Band of Robbers

So many adaptations have been done of Mark Twain’s seminal novel The Adventures of Tom Sawyer and its sequels that Tom and his pal Huckleberry Finn have long since become two of American literature’s most famous characters of all time. In this way, Tom and Huck could be called the US equivalent of Sherlock Holmes — even more than 100 years later, there continue to be countless stage and screen adaptations, as playwrights and filmmakers keep trying to offer a fresh take on these classic characters and their familiar story. Band of Robbers, the latest film attempting to find something new to explore in Twain’s characters, comes from writer-director brothers Aaron and Adam Nee (The Last Romantic) — and on the spectrum of Twain adaptations, it ultimately falls much closer in quality to the 1995 Disney flop Tom and Huck, starring Jonathan Taylor Thomas and Brad Renfro, than to the 1985 Tony-winning Broadway musical Big River.

Set in the present-day South, Band of Robbers picks up years after the events of Twain’s novel, with Tom and Huck now adults. Tom (Adam Nee) is a police officer, while Huck (Kyle Gallner, Veronica Mars) has just been released from prison. Before Huck can even begin to adjust to real life again, however, Tom hears a rumour about the location of the treasure the two sought as children and convinces Huck to help him steal it from a local pawn shop — unless their long-time nemesis Injun Joe (Stephen Lang, Avatar) gets to it first. And so the two embark on their caper, encountering one complication after another, as they try both to avoid getting caught and to evade Injun Joe, who is leaving a pile of dead bodies in his wake.

The plot here is about as unimaginative as it gets, and things only get worse as the filmmakers continually struggle to decide which tone they’re after — Band of Robbers is alternately a tense thriller, a melancholic drama, and a slapstick comedy. It’s a film that jolts from a tension-filled scene where characters hide from a murderer inside a coffin to a scene where a character thought to be dead suddenly wakes up, causing an extended over-the-top everyone-screams-in-shock sequence straight out of a Wayans spoof, to a wink-wink post-modern exchange about whether or not it’s racist that Injun Joe calls himself Injun Joe. The Brothers Nee edited the film themselves in addition to writing and directing it, and perhaps they needed an outside perspective to keep them in line, since they clearly have no idea what kind of film this is supposed to be.

Gallner is quite strong as a young man with no family and no prospects who yearns to make something meaningful of his life and find the stability he’s never had. There is a current of sadness running through his performance, as Huck grapples with his bleak prospects and the tragedy of his circumstances, and the film does a decent job of confronting the sheer injustice Huck faces. Lang, however, is best in show — his Joe is absolutely terrifying, despite it being the slowest and quietest performance in the film. Lang finds a way to convey pure evil through polite menace.

The rest of the supporting cast is uniformly forgettable, since none of the actors in the ensemble are given anything interesting to play. Melissa Benoist (CBS’s Supergirl) is dorky but bland as Tom’s aw-shucks newbie partner in the police force, while “the old gang” of boys who opt in on the treasure-snatching caper are there more for slapstick purposes rather than to be interesting, well-written characters. Matthew Gray Gubler (CBS’s Criminal Minds) fares best among the old gang; Hannibal Buress and Johnny Pemberton, as amusing as they are, merely play the same persona they’re known for playing on various TV shows.

Then there’s Tom Sawyer. Tom needs to be a bad influence who constantly convinces Huck to make poor decisions, and Adam Nee is undeniably committed to his portrayal of the famous troublemaker. His Tom, though, is less of a lovable scamp than he is an awful person unable to learn from his mistakes. Tom and Huck are grown men now, and Tom’s bad behaviour and terrible choices are no longer charming. He’s just a pathetic man-child with a respectable job who nevertheless can’t stop being his own worst enemy. Huck has grown; Huck has been through the prison system and doesn’t wish to return. When confronted with Tom’s latest scheme, Huck just sighs defeatedly knowing that he won’t be able to resist being drawn back into his old friend’s hijinks. But Gallner plays Huck as someone grown weary of Tom Sawyer and ready to move on. Which is precisely how the audience feels by the time Band of Robbers rolls its end credits.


ACTION ITEM
Transcribe the records verbatim, images excluded.

**** THE INPUT ****

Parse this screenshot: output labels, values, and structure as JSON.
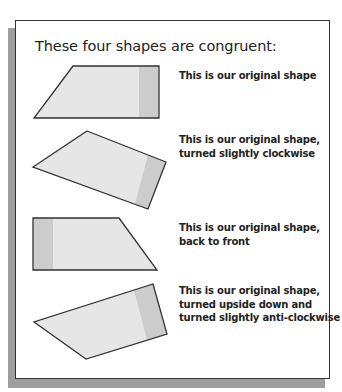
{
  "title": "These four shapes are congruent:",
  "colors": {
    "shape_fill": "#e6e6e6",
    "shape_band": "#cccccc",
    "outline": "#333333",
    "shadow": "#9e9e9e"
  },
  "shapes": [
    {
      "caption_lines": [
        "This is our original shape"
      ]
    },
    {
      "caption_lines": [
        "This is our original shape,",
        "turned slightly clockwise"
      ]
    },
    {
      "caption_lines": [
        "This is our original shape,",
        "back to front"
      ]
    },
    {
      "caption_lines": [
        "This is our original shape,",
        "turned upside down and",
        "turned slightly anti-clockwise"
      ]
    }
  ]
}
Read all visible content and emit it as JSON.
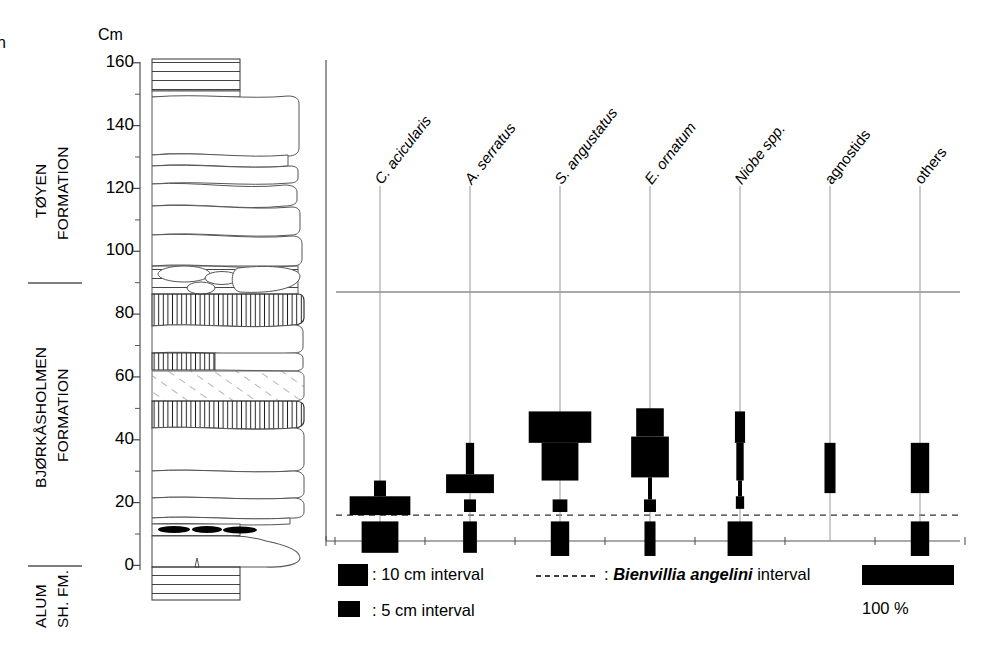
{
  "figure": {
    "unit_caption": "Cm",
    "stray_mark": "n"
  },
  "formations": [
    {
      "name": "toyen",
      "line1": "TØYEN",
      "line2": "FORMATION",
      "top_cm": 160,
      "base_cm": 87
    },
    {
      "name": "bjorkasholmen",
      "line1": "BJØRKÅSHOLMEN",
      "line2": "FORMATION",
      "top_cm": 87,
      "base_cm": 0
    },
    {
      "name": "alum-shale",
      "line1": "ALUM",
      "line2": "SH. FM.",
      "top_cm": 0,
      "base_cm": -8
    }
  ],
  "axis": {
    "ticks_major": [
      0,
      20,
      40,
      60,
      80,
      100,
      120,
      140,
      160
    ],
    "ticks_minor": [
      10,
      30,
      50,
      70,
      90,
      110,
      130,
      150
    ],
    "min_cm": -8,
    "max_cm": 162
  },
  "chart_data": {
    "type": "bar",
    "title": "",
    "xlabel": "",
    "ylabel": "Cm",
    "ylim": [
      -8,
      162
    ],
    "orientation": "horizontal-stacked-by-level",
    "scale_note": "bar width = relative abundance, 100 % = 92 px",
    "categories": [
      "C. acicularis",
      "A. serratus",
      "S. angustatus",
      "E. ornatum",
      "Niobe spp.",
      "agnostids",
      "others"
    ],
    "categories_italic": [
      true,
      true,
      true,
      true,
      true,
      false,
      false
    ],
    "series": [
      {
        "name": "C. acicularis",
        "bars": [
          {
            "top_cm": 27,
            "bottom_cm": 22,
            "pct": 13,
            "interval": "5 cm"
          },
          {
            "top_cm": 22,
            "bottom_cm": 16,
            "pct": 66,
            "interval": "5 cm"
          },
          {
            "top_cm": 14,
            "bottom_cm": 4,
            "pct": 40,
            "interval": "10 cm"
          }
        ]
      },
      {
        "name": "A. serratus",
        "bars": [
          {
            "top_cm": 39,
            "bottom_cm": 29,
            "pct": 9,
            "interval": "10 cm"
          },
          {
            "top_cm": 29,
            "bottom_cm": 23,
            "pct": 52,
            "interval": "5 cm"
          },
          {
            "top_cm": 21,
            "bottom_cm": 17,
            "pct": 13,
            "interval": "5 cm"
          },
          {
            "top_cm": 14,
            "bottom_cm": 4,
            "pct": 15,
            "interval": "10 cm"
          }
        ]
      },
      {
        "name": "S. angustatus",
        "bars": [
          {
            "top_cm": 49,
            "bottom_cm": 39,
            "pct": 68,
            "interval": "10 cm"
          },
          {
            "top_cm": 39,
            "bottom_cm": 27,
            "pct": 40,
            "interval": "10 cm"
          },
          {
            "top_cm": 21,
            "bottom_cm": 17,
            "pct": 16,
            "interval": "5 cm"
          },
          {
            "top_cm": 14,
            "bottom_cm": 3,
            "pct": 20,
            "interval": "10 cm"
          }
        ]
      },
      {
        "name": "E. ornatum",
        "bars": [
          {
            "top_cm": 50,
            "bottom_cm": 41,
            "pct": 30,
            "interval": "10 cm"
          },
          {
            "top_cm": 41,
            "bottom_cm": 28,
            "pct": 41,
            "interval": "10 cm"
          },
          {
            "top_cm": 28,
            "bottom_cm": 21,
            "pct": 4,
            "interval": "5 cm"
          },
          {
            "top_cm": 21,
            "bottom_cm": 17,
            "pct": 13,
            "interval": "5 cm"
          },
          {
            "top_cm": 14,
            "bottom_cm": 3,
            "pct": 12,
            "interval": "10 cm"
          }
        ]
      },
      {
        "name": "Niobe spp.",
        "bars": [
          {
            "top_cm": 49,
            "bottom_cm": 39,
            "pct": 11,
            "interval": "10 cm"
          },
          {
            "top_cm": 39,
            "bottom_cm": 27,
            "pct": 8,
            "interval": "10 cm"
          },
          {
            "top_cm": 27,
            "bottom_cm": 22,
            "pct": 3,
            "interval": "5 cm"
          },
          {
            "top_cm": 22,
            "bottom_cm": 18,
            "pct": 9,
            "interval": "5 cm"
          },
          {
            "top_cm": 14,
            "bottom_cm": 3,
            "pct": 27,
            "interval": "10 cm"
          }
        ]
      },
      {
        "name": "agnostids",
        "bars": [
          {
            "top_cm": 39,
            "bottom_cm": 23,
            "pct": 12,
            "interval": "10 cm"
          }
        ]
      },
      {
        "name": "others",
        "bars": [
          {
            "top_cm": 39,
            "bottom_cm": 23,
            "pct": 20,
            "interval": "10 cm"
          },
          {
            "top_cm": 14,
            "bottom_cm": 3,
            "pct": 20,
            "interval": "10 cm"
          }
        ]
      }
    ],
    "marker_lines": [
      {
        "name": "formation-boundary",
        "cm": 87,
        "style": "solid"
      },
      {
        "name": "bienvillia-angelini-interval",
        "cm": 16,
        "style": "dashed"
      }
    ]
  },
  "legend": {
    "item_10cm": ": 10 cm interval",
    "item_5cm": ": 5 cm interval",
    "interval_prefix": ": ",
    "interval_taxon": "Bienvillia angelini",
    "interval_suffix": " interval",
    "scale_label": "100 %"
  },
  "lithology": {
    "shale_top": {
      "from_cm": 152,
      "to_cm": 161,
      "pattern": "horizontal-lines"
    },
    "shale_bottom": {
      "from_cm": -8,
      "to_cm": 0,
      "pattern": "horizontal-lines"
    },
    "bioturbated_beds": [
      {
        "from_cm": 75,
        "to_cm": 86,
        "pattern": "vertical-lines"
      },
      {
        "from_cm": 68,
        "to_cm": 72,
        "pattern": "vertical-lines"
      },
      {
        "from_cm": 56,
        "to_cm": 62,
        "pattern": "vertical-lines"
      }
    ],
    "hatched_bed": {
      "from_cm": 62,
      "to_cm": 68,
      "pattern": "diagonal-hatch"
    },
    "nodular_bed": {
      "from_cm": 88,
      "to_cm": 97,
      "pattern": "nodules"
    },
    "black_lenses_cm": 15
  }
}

****

RESPONSE TO THE EXERCISE
Parse this screenshot: output labels, values, and structure as JSON.
{
  "title": "These four shapes are congruent:",
  "colors": {
    "shape_fill": "#e6e6e6",
    "shape_band": "#cccccc",
    "outline": "#333333",
    "shadow": "#9e9e9e"
  },
  "shapes": [
    {
      "caption_lines": [
        "This is our original shape"
      ]
    },
    {
      "caption_lines": [
        "This is our original shape,",
        "turned slightly clockwise"
      ]
    },
    {
      "caption_lines": [
        "This is our original shape,",
        "back to front"
      ]
    },
    {
      "caption_lines": [
        "This is our original shape,",
        "turned upside down and",
        "turned slightly anti-clockwise"
      ]
    }
  ]
}
Read all visible content and emit it as JSON.
{
  "figure": {
    "unit_caption": "Cm",
    "stray_mark": "n"
  },
  "formations": [
    {
      "name": "toyen",
      "line1": "TØYEN",
      "line2": "FORMATION",
      "top_cm": 160,
      "base_cm": 87
    },
    {
      "name": "bjorkasholmen",
      "line1": "BJØRKÅSHOLMEN",
      "line2": "FORMATION",
      "top_cm": 87,
      "base_cm": 0
    },
    {
      "name": "alum-shale",
      "line1": "ALUM",
      "line2": "SH. FM.",
      "top_cm": 0,
      "base_cm": -8
    }
  ],
  "axis": {
    "ticks_major": [
      0,
      20,
      40,
      60,
      80,
      100,
      120,
      140,
      160
    ],
    "ticks_minor": [
      10,
      30,
      50,
      70,
      90,
      110,
      130,
      150
    ],
    "min_cm": -8,
    "max_cm": 162
  },
  "chart_data": {
    "type": "bar",
    "title": "",
    "xlabel": "",
    "ylabel": "Cm",
    "ylim": [
      -8,
      162
    ],
    "orientation": "horizontal-stacked-by-level",
    "scale_note": "bar width = relative abundance, 100 % = 92 px",
    "categories": [
      "C. acicularis",
      "A. serratus",
      "S. angustatus",
      "E. ornatum",
      "Niobe spp.",
      "agnostids",
      "others"
    ],
    "categories_italic": [
      true,
      true,
      true,
      true,
      true,
      false,
      false
    ],
    "series": [
      {
        "name": "C. acicularis",
        "bars": [
          {
            "top_cm": 27,
            "bottom_cm": 22,
            "pct": 13,
            "interval": "5 cm"
          },
          {
            "top_cm": 22,
            "bottom_cm": 16,
            "pct": 66,
            "interval": "5 cm"
          },
          {
            "top_cm": 14,
            "bottom_cm": 4,
            "pct": 40,
            "interval": "10 cm"
          }
        ]
      },
      {
        "name": "A. serratus",
        "bars": [
          {
            "top_cm": 39,
            "bottom_cm": 29,
            "pct": 9,
            "interval": "10 cm"
          },
          {
            "top_cm": 29,
            "bottom_cm": 23,
            "pct": 52,
            "interval": "5 cm"
          },
          {
            "top_cm": 21,
            "bottom_cm": 17,
            "pct": 13,
            "interval": "5 cm"
          },
          {
            "top_cm": 14,
            "bottom_cm": 4,
            "pct": 15,
            "interval": "10 cm"
          }
        ]
      },
      {
        "name": "S. angustatus",
        "bars": [
          {
            "top_cm": 49,
            "bottom_cm": 39,
            "pct": 68,
            "interval": "10 cm"
          },
          {
            "top_cm": 39,
            "bottom_cm": 27,
            "pct": 40,
            "interval": "10 cm"
          },
          {
            "top_cm": 21,
            "bottom_cm": 17,
            "pct": 16,
            "interval": "5 cm"
          },
          {
            "top_cm": 14,
            "bottom_cm": 3,
            "pct": 20,
            "interval": "10 cm"
          }
        ]
      },
      {
        "name": "E. ornatum",
        "bars": [
          {
            "top_cm": 50,
            "bottom_cm": 41,
            "pct": 30,
            "interval": "10 cm"
          },
          {
            "top_cm": 41,
            "bottom_cm": 28,
            "pct": 41,
            "interval": "10 cm"
          },
          {
            "top_cm": 28,
            "bottom_cm": 21,
            "pct": 4,
            "interval": "5 cm"
          },
          {
            "top_cm": 21,
            "bottom_cm": 17,
            "pct": 13,
            "interval": "5 cm"
          },
          {
            "top_cm": 14,
            "bottom_cm": 3,
            "pct": 12,
            "interval": "10 cm"
          }
        ]
      },
      {
        "name": "Niobe spp.",
        "bars": [
          {
            "top_cm": 49,
            "bottom_cm": 39,
            "pct": 11,
            "interval": "10 cm"
          },
          {
            "top_cm": 39,
            "bottom_cm": 27,
            "pct": 8,
            "interval": "10 cm"
          },
          {
            "top_cm": 27,
            "bottom_cm": 22,
            "pct": 3,
            "interval": "5 cm"
          },
          {
            "top_cm": 22,
            "bottom_cm": 18,
            "pct": 9,
            "interval": "5 cm"
          },
          {
            "top_cm": 14,
            "bottom_cm": 3,
            "pct": 27,
            "interval": "10 cm"
          }
        ]
      },
      {
        "name": "agnostids",
        "bars": [
          {
            "top_cm": 39,
            "bottom_cm": 23,
            "pct": 12,
            "interval": "10 cm"
          }
        ]
      },
      {
        "name": "others",
        "bars": [
          {
            "top_cm": 39,
            "bottom_cm": 23,
            "pct": 20,
            "interval": "10 cm"
          },
          {
            "top_cm": 14,
            "bottom_cm": 3,
            "pct": 20,
            "interval": "10 cm"
          }
        ]
      }
    ],
    "marker_lines": [
      {
        "name": "formation-boundary",
        "cm": 87,
        "style": "solid"
      },
      {
        "name": "bienvillia-angelini-interval",
        "cm": 16,
        "style": "dashed"
      }
    ]
  },
  "legend": {
    "item_10cm": ": 10 cm interval",
    "item_5cm": ": 5 cm interval",
    "interval_prefix": ": ",
    "interval_taxon": "Bienvillia angelini",
    "interval_suffix": " interval",
    "scale_label": "100 %"
  },
  "lithology": {
    "shale_top": {
      "from_cm": 152,
      "to_cm": 161,
      "pattern": "horizontal-lines"
    },
    "shale_bottom": {
      "from_cm": -8,
      "to_cm": 0,
      "pattern": "horizontal-lines"
    },
    "bioturbated_beds": [
      {
        "from_cm": 75,
        "to_cm": 86,
        "pattern": "vertical-lines"
      },
      {
        "from_cm": 68,
        "to_cm": 72,
        "pattern": "vertical-lines"
      },
      {
        "from_cm": 56,
        "to_cm": 62,
        "pattern": "vertical-lines"
      }
    ],
    "hatched_bed": {
      "from_cm": 62,
      "to_cm": 68,
      "pattern": "diagonal-hatch"
    },
    "nodular_bed": {
      "from_cm": 88,
      "to_cm": 97,
      "pattern": "nodules"
    },
    "black_lenses_cm": 15
  }
}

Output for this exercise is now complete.